C$ to weaken on volatile oil prices, upcoming election - Reuters poll

By Solarina Ho and Anu Bararia

TORONTO/BENGALURU (Reuters) - The battered Canadian dollar is set to weaken further in the coming months as oil prices remain volatile and an upcoming election fuels uncertainty for the major oil exporter, a Reuters poll showed.

The Canadian economy has taken a hit from the roughly 50 percent plunge in crude prices since last summer, with the loonie tumbling more than 20 percent over the same period.

"Longer term it is going to be very much tied to oil prices - how quickly, or at the moment it seems how unquickly, oil will rebound," said Andrew Grantham, a senior economist at CIBC.

"The longer oil prices stay fairly depressed, the greater length of time the Canadian dollar would stay weak as well."

A global supply glut and a ramping up of production in Iran will keep oil prices low next year, a separate Reuters survey of analysts found.

An extremely tight race in the upcoming federal election in Canada on Oct. 19 is also adding to market anxiety. The country's two main political parties, the Conservatives and Liberals are tied at 32 percent, according to a poll last week.

"We just have to look back to the case of sterling fairly recently, that currencies do tend to weaken in times of uncertainty regarding the political future of the economy," said Grantham.

The Reuters poll of 50 currency strategists showed almost one in four downgraded their expectations for the loonie in the coming months.

They now peg the Canadian dollar at C$1.320 in a month, unchanged from last month's poll median but weaker than Tuesday's close of C$1.3027 versus the greenback, or 76.76 U.S. cents.

The currency is expected to weaken to C$1.34 in three months, C$1.342 in 6 months and rise modestly to C$1.32 in a year. A month ago forecasters predicted it would trade at C$1.33 in three and six months and C$1.30 in a year.

Last week, the Canadian dollar hit an 11-year low of C$1.3455 to the greenback, or 74.31 U.S. cents.

Expectations the U.S. Federal Reserve will hike interest rates in the coming months will also continue to drive the loonie, though financial markets and economists are increasingly divided over the timing of the hike.

Recent economic data, including a weak U.S. jobs report for September and a widening trade deficit, is fuelling expectations that any move will be deferred to 2016.

A Fed rate hike "should strengthen the U.S. dollar broadly and the Canadian dollar will weaken accordingly," said Benjamin Reitzes, senior economist at BMO Capital Markets, who is betting on a December move.

Predictions for a hike in U.S. interest rates stand in contrast to the Bank of Canada's likely path. After cutting rates by 25 basis points twice this year, the Canadian central bank is expected to keep policy on hold until 2017.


*What the task requires*: Could you repeat all of the entries below word for word, apart from the pictures?

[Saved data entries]
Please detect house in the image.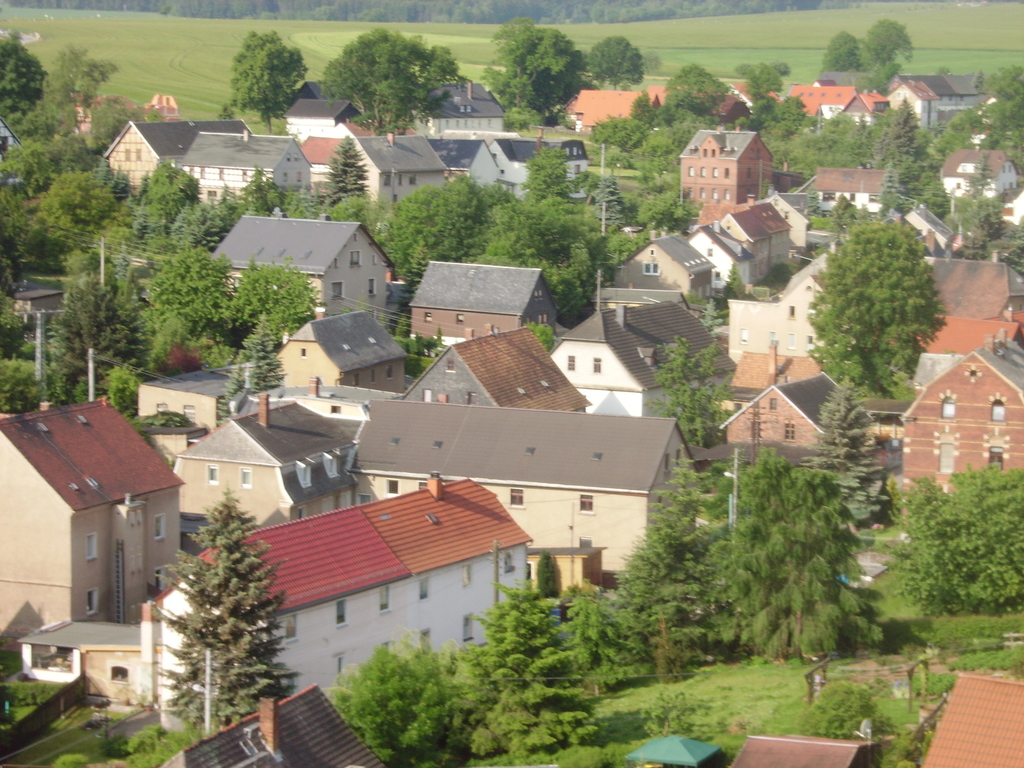
detection(166, 461, 558, 693).
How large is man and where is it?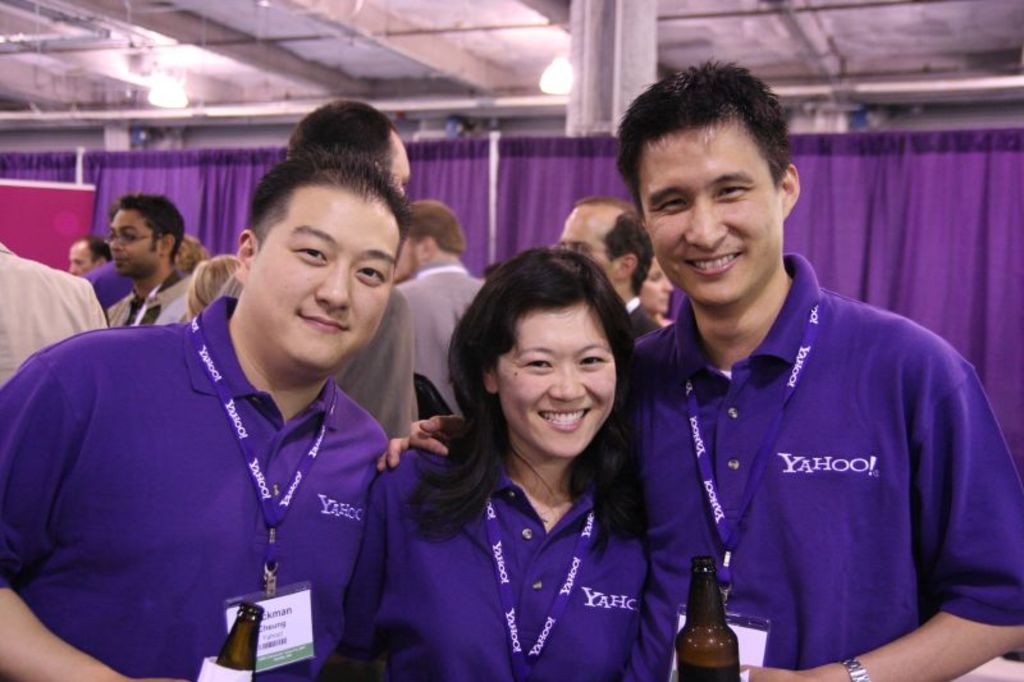
Bounding box: bbox=(557, 189, 663, 335).
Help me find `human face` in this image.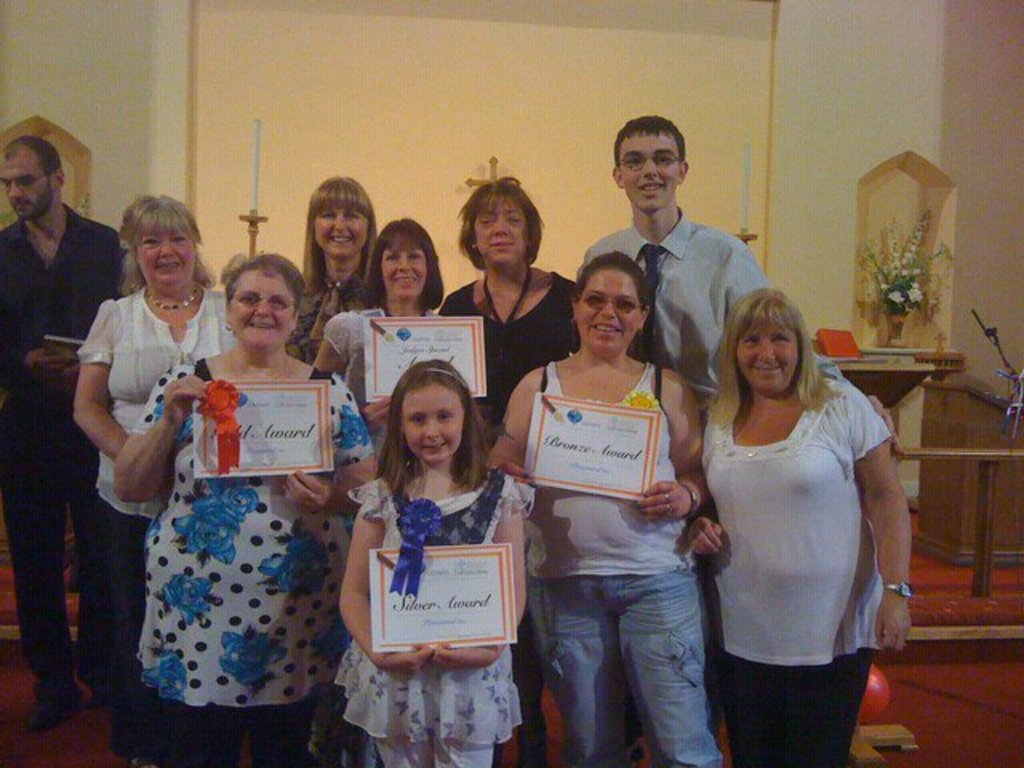
Found it: {"left": 128, "top": 202, "right": 198, "bottom": 285}.
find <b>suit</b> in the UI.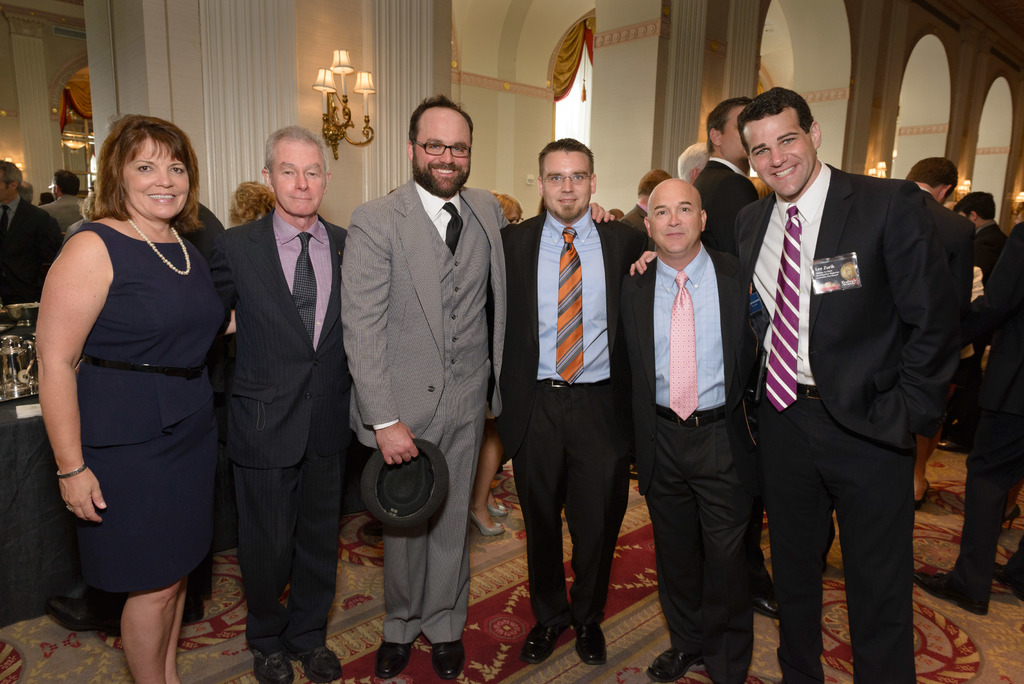
UI element at rect(919, 187, 977, 341).
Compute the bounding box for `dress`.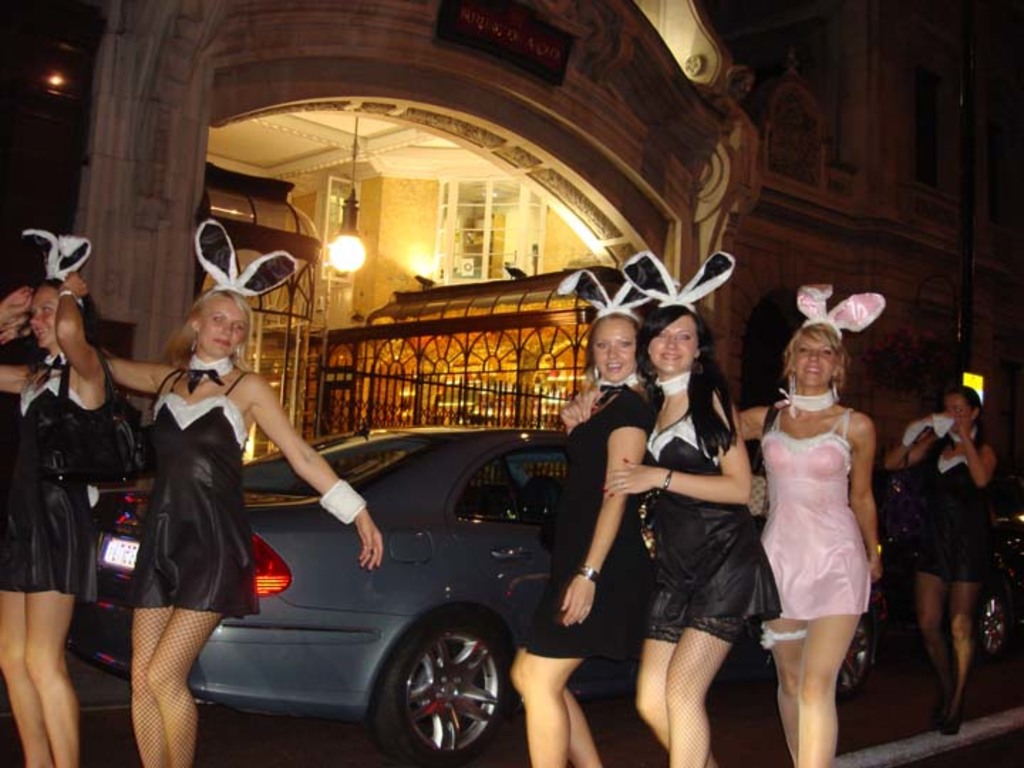
[left=750, top=401, right=873, bottom=623].
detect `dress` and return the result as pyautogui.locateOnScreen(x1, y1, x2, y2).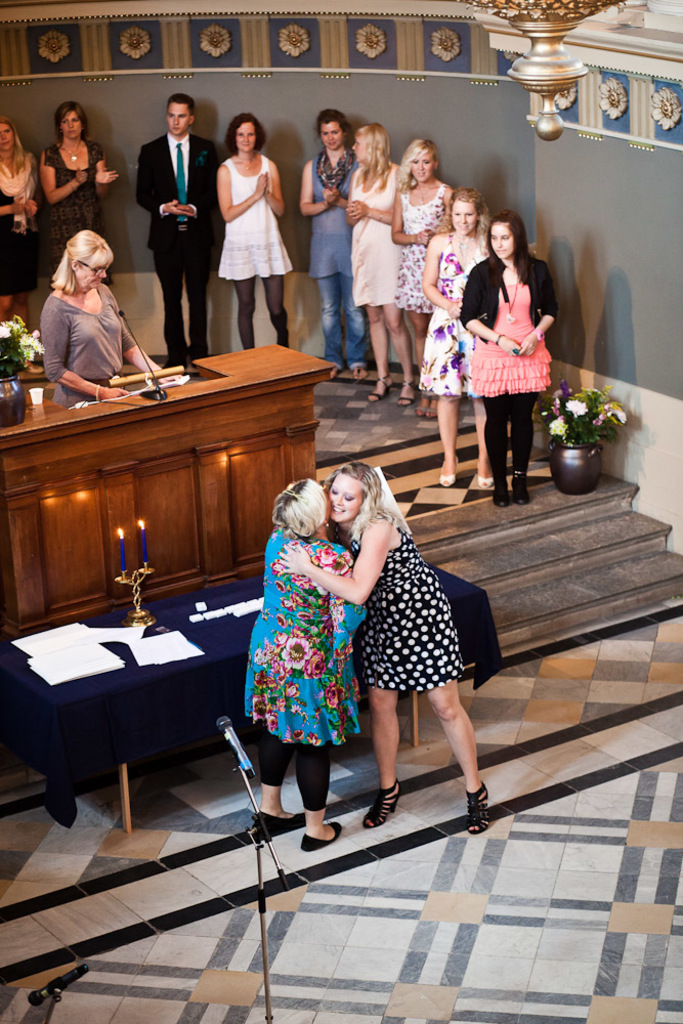
pyautogui.locateOnScreen(414, 227, 486, 397).
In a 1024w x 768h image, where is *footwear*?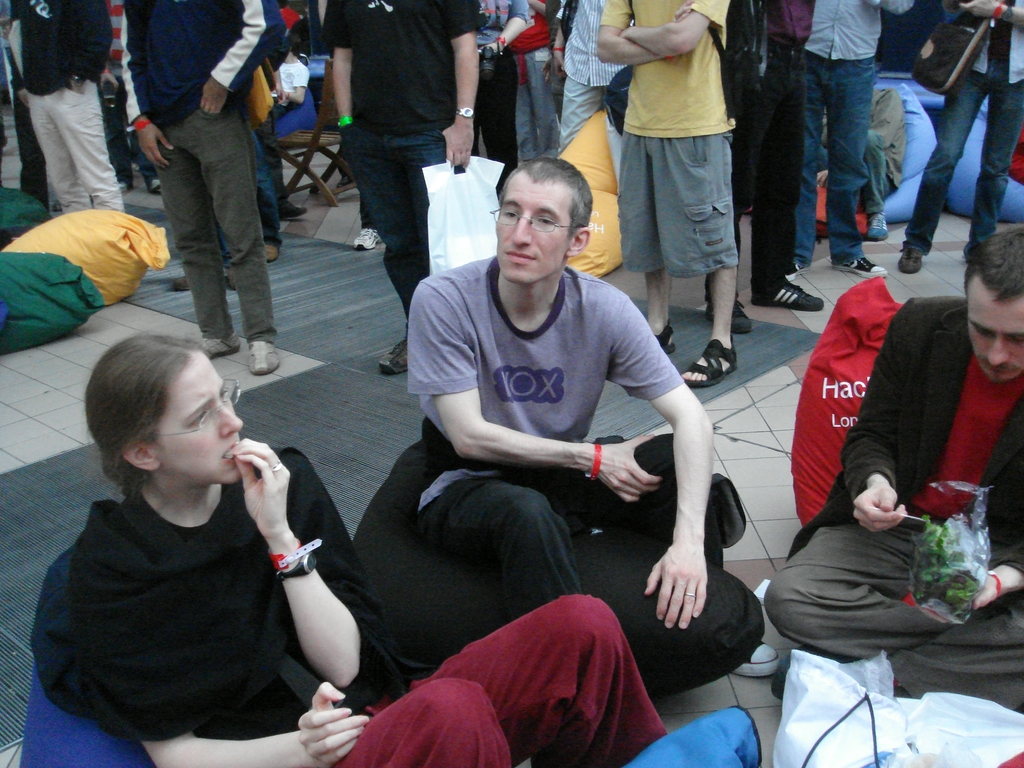
[248, 336, 279, 377].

*Answer box*:
Please detect house in the image.
detection(166, 461, 558, 693).
How large is man and where is it?
Bounding box: bbox=(557, 189, 663, 335).
Help me find `human face` in this image.
Found it: {"left": 128, "top": 202, "right": 198, "bottom": 285}.
find <b>suit</b> in the UI.
UI element at rect(919, 187, 977, 341).
Compute the bounding box for `dress`.
[left=750, top=401, right=873, bottom=623].
detect `dress` and return the result as pyautogui.locateOnScreen(x1, y1, x2, y2).
pyautogui.locateOnScreen(414, 227, 486, 397).
In a 1024w x 768h image, where is *footwear*?
[248, 336, 279, 377].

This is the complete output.